Drake looked up from cutting the string of the small box, and frowned slightly.
"Give it me back, please," he said, rather sharply. "It isn't fair to write so indistinctly."
Dick handed the receipt form back, and Drake ran his pen quickly through the "Selbie" which he had scrawled unthinkingly, and wrote Drake Vernon in its place.
Dick took the altered paper unsuspectingly to the carrier.
"So kind of you to trouble, Mr. Vernon!" said Mrs. Lorton. "As if it mattered how you wrote! My poor father used to say that only the illiterate were careful of their handwriting, and that illegible caligraphy—it is caligraphy, is it not?—was a sign of genius."
"Then I must be one of the greatest geniuses that ever lived," said Drake.
"And I'm another—if indifferent spelling is also a sign," said Dick cheerfully; "and Nell must cap us both, for she can neither write nor spell; few girls can," he added calmly. "Tobacco, Mr. Vernon?" nodding at the box.
By this time Drake had got its wrapper off and revealed a jewel case. He handed it to Mrs. Lorton with the slight awkwardness of a man giving a present.
"Here's a little thing I hope you will accept, Mrs. Lorton," he said.
"For me!" she exclaimed, bridling, and raising her brows with juvenile archness. "Are you sure it's for me? Now, shall I guess——"
"Oh, no, you don't, mamma," said Dick emphatically. "I'll open it if you can't manage it. Oh, I say!" he exclaimed, as Mrs. Lorton opened the case, and the sparkle of diamonds was emitted.

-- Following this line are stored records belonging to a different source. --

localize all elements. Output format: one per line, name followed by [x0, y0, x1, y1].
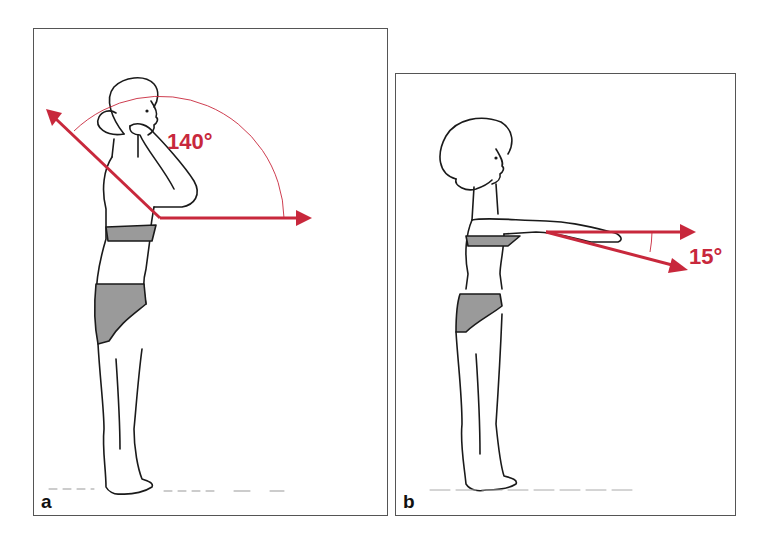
angle-label-a: 140°: [167, 129, 213, 155]
panel-letter-b: b: [403, 491, 415, 513]
panel-letter-a: a: [41, 491, 52, 513]
angle-arrows-b: [546, 224, 696, 273]
angle-label-b: 15°: [689, 244, 722, 270]
angle-arc-15: [650, 232, 652, 252]
angle-arc-140: [74, 96, 284, 218]
figure-a-illustration: [34, 29, 389, 517]
panel-b: 15° b: [395, 73, 736, 516]
panel-a: 140° a: [33, 28, 388, 516]
figure-b-illustration: [396, 74, 737, 517]
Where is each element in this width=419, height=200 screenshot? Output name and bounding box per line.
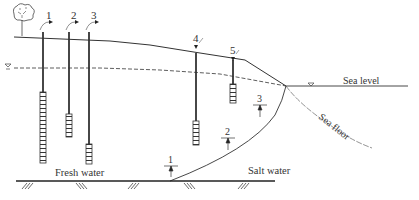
svg-text:2: 2	[225, 126, 230, 137]
well-2: 2	[66, 9, 79, 137]
well-2-label: 2	[71, 9, 77, 21]
well-4: 4	[193, 32, 203, 145]
water-table	[14, 68, 286, 86]
ground-hatch	[22, 183, 249, 189]
saltwater-intrusion-diagram: Sea level Sea floor 1 2 3	[0, 0, 419, 200]
salt-water-label: Salt water	[248, 165, 291, 176]
sea-level-label: Sea level	[343, 75, 380, 86]
well-5: 5	[230, 44, 239, 103]
interface-marker-3: 3	[253, 93, 267, 117]
svg-text:3: 3	[257, 93, 262, 104]
sea-floor-label: Sea floor	[317, 111, 353, 142]
well-1: 1	[40, 9, 53, 163]
fresh-water-label: Fresh water	[55, 167, 105, 178]
well-3-label: 3	[91, 9, 97, 21]
well-1-label: 1	[46, 9, 52, 21]
well-3: 3	[86, 9, 99, 164]
well-4-label: 4	[193, 32, 199, 44]
svg-text:1: 1	[168, 154, 173, 165]
water-table-symbol	[5, 64, 11, 69]
interface-marker-1: 1	[164, 154, 178, 177]
interface-marker-2: 2	[221, 126, 235, 150]
tree-icon	[13, 4, 34, 36]
well-5-label: 5	[230, 44, 236, 56]
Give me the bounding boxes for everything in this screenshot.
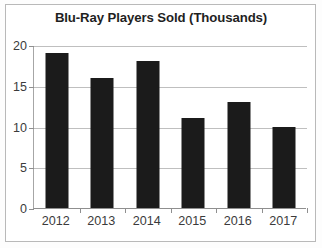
y-axis-tick-label: 15: [3, 80, 27, 94]
plot-area: [33, 46, 306, 209]
chart-title: Blu-Ray Players Sold (Thousands): [0, 10, 322, 25]
y-axis-tick-label: 5: [3, 161, 27, 175]
bar-slot: [171, 45, 217, 208]
bar: [136, 61, 159, 208]
y-axis-tick-label: 20: [3, 39, 27, 53]
y-axis-tick-label: 0: [3, 202, 27, 216]
x-axis-tick-label: 2014: [124, 214, 170, 228]
x-axis-tick-label: 2016: [215, 214, 261, 228]
bar: [182, 118, 205, 208]
bar: [45, 53, 68, 208]
bar-slot: [80, 45, 126, 208]
x-axis-tick: [171, 208, 172, 213]
chart-screenshot: Blu-Ray Players Sold (Thousands) 0510152…: [0, 0, 322, 248]
x-axis-tick: [216, 208, 217, 213]
bar: [91, 78, 114, 208]
x-axis-tick-label: 2012: [33, 214, 79, 228]
bar-slot: [34, 45, 80, 208]
bar-slot: [216, 45, 262, 208]
bar: [227, 102, 250, 208]
x-axis-tick-labels: 201220132014201520162017: [33, 214, 306, 236]
x-axis-tick: [125, 208, 126, 213]
x-axis-tick-label: 2015: [170, 214, 216, 228]
y-axis-tick: [29, 209, 34, 210]
bar-slot: [262, 45, 308, 208]
y-axis-tick-label: 10: [3, 121, 27, 135]
x-axis-tick-label: 2013: [79, 214, 125, 228]
x-axis-tick-label: 2017: [261, 214, 307, 228]
x-axis-tick: [80, 208, 81, 213]
bar-slot: [125, 45, 171, 208]
bar: [273, 127, 296, 209]
x-axis-tick: [262, 208, 263, 213]
x-axis-tick: [307, 208, 308, 213]
y-axis-tick-labels: 05101520: [0, 46, 27, 209]
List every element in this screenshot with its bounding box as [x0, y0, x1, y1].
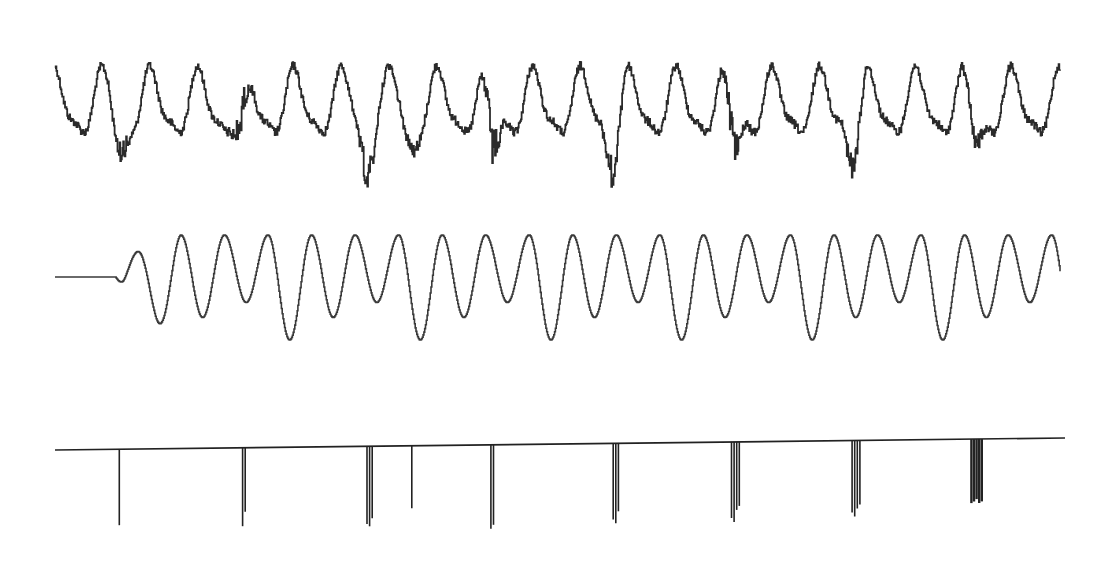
- composite-signal-trace: [55, 62, 1060, 187]
- spike-cluster: [491, 445, 494, 529]
- spike-cluster: [732, 442, 740, 522]
- spike-cluster: [367, 446, 372, 526]
- filtered-sinusoid-line: [55, 235, 1060, 340]
- spike-cluster: [971, 439, 981, 503]
- impulse-train-trace: [55, 438, 1065, 529]
- spike-cluster: [852, 440, 860, 516]
- filtered-sinusoid-trace: [55, 235, 1060, 340]
- spike-cluster: [243, 448, 246, 527]
- spike-cluster: [613, 443, 618, 523]
- signal-plot: [0, 0, 1119, 566]
- impulse-baseline: [55, 438, 1065, 450]
- composite-signal-line: [55, 62, 1060, 187]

Mrs. Lorton echoed his exclamation, and her face flushed with all a woman's delight as she gazed at the diamond bracelet reposing on its bed of white plush.

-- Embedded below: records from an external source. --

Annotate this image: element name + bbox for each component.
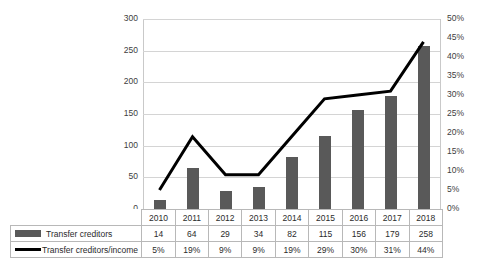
table-data-cell: 156	[342, 226, 375, 242]
table-data-cell: 5%	[142, 242, 175, 258]
chart-container: 050100150200250300 0%5%10%15%20%25%30%35…	[0, 0, 479, 272]
table-year-header-cell: 2017	[376, 210, 409, 226]
legend-line-swatch-icon	[15, 248, 41, 251]
data-table: 201020112012201320142015201620172018Tran…	[10, 209, 443, 258]
table-data-cell: 19%	[275, 242, 308, 258]
left-axis-tick-label: 50	[104, 172, 138, 181]
right-axis-tick-label: 25%	[447, 109, 477, 118]
table-year-header-cell: 2012	[208, 210, 241, 226]
right-axis-tick-label: 15%	[447, 147, 477, 156]
table-year-header-cell: 2010	[142, 210, 175, 226]
table-year-header-cell: 2015	[309, 210, 342, 226]
table-data-cell: 64	[175, 226, 208, 242]
table-data-cell: 179	[376, 226, 409, 242]
table-legend-cell: Transfer creditors	[11, 226, 142, 242]
table-row: Transfer creditors1464293482115156179258	[11, 226, 443, 242]
table-corner-cell	[11, 210, 142, 226]
line-path	[160, 42, 424, 190]
table-data-cell: 9%	[242, 242, 275, 258]
table-data-cell: 14	[142, 226, 175, 242]
table-header-row: 201020112012201320142015201620172018	[11, 210, 443, 226]
table-data-cell: 29	[208, 226, 241, 242]
right-axis-tick-label: 45%	[447, 33, 477, 42]
table-data-cell: 29%	[309, 242, 342, 258]
right-axis-tick-label: 30%	[447, 90, 477, 99]
table-year-header-cell: 2018	[409, 210, 442, 226]
right-axis-line	[440, 19, 441, 210]
table-legend-cell: Transfer creditors/income	[11, 242, 142, 258]
left-axis-tick-label: 300	[104, 14, 138, 23]
left-axis-tick-label: 150	[104, 109, 138, 118]
table-data-cell: 44%	[409, 242, 442, 258]
table-data-cell: 82	[275, 226, 308, 242]
right-axis-tick-label: 50%	[447, 14, 477, 23]
right-axis-tick-label: 35%	[447, 71, 477, 80]
table-year-header-cell: 2016	[342, 210, 375, 226]
table-row: Transfer creditors/income5%19%9%9%19%29%…	[11, 242, 443, 258]
legend-label: Transfer creditors/income	[42, 245, 138, 255]
table-data-cell: 19%	[175, 242, 208, 258]
right-axis-tick-label: 0%	[447, 204, 477, 213]
table-data-cell: 115	[309, 226, 342, 242]
table-data-cell: 34	[242, 226, 275, 242]
table-data-cell: 258	[409, 226, 442, 242]
legend-label: Transfer creditors	[46, 229, 112, 239]
left-axis-tick-label: 100	[104, 141, 138, 150]
table-data-cell: 31%	[376, 242, 409, 258]
right-axis-tick-label: 20%	[447, 128, 477, 137]
right-axis-tick-label: 10%	[447, 166, 477, 175]
left-axis-tick-label: 250	[104, 46, 138, 55]
legend-bar-swatch-icon	[15, 230, 41, 237]
right-axis-tick-label: 5%	[447, 185, 477, 194]
plot-area	[143, 19, 440, 209]
line-series-transfer-creditors-income	[143, 19, 440, 209]
table-year-header-cell: 2011	[175, 210, 208, 226]
table-year-header-cell: 2014	[275, 210, 308, 226]
right-axis-tick-label: 40%	[447, 52, 477, 61]
table-data-cell: 30%	[342, 242, 375, 258]
table-data-cell: 9%	[208, 242, 241, 258]
left-axis-tick-label: 200	[104, 77, 138, 86]
table-year-header-cell: 2013	[242, 210, 275, 226]
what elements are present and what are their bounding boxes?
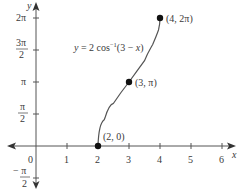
- x-axis-label: x: [231, 149, 237, 160]
- point-4-2pi: [157, 15, 163, 21]
- origin-label: 0: [28, 154, 33, 165]
- x-tick-label: 2: [95, 154, 100, 165]
- point-3-pi: [126, 79, 132, 85]
- x-tick-label: 3: [126, 154, 131, 165]
- y-axis-label: y: [26, 0, 32, 11]
- x-tick-label: 6: [219, 154, 224, 165]
- chart: 0 1 2 3 4 5 6 x y 2π 3π 2 π π 2 − π 2 (2…: [0, 0, 241, 189]
- equation-label: y = 2 cos−1(3 − x): [73, 41, 144, 54]
- y-tick-label-3pi2-den: 2: [19, 49, 24, 60]
- point-label-4-2pi: (4, 2π): [166, 13, 193, 25]
- y-tick-label-neg-pi2-num: − π: [13, 165, 26, 176]
- y-tick-label-pi2-num: π: [20, 101, 25, 112]
- x-tick-label: 5: [188, 154, 193, 165]
- y-tick-label-neg-pi2-den: 2: [22, 178, 27, 189]
- x-tick-label: 4: [157, 154, 162, 165]
- y-tick-label-pi2-den: 2: [20, 113, 25, 124]
- point-label-2-0: (2, 0): [103, 131, 125, 143]
- point-2-0: [95, 143, 101, 149]
- y-tick-label-3pi2-num: 3π: [16, 37, 26, 48]
- y-tick-label-2pi: 2π: [16, 12, 26, 23]
- point-label-3-pi: (3, π): [135, 77, 157, 89]
- y-tick-label-pi: π: [21, 76, 26, 87]
- x-tick-label: 1: [64, 154, 69, 165]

"Really——My dear Mr. Vernon!" she gasped. "How—how truly magnificent! But surely not for me—for me!"
He was beginning to get, if not uncomfortable, a little bored, with a man's hatred of fuss.
"I'm afraid there's not much magnificence about it," he said, rather shortly. "I hope you like the pattern, style, or whatever you call it. I had to risk it, not being there to choose. And there's a gun in that case, Dick."

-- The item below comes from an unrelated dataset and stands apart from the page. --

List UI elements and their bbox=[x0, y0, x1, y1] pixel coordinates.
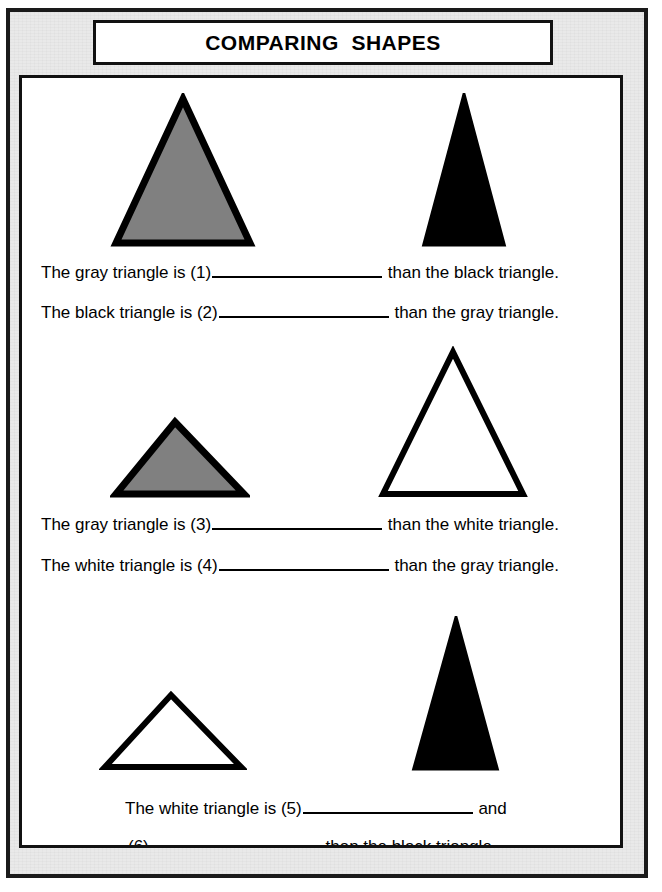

Dick made an indecent grab for the larger parcel, and, tearing off the wrapper, opened the thick leather case and took out a costly gun.
"And a Greener!" he exclaimed. "A Greener! I say, you know, sir——"
He laughed excitedly, his face flushed with delight, as he carried the gun to the window.
"Is it not perfect, simply perfect, Eleanor?" said Mrs. Lorton, holding out her arm with the bracelet on her wrist. "Really, I don't think you could have chosen a handsomer one, Mr. Vernon, if you had gone to London to do so."
"I am glad you are pleased with it," he said simply.
"Pleased? It is perfect! Eleanor, haven't you a word to say? No; I imagine you are too overwhelmed for words," said Mrs. Lorton, with a kind of cackle.
"It is very beautiful, mamma," she said gravely; and her face, as she leaned over the thing, was grave also.
Drake looked at her as he rose, and understood the look and the tone of her voice, and was glad that he had resisted the almost irresistible temptation to order a somewhat similar present for her.
"I say, sir, you must get your gun down, and we must go for some rabbits," said Dick eagerly. "And I can get a day or two's shooting over the Maltby land as soon as the season opens. I'm sure they'd give it me."
"That's tempting, Dick," said Drake; "and it adds another cause to my regret that I am leaving to-morrow."
"Leaving to-morrow!" exclaimed Mrs. Lorton, with a gasp. "Surely not! You are not thinking, dreaming of going, my dear Mr. Vernon?"
"It's very good of you," he said, picking up his cap and nearing the door. "But I couldn't stay forever, you know. I've trespassed on your hospitality too much already."
"Oh, I say, you know!" expostulated Dick, in a deeply aggrieved tone. "I say, Nell, do you hear that? Mr. Vernon's going!"
"Miss Nell knows that I have been 'going' for some days past, only that I haven't been able to tear myself away. It's nearly five, Miss Nell, and we ordered the boat for half-past four, you know," he added, in a matter-of-fact way.
She rose and ran out of the room for her jacket and tam-o'-shanter, and they went out, leaving Mrs. Lorton and Dick still gloating over their presents.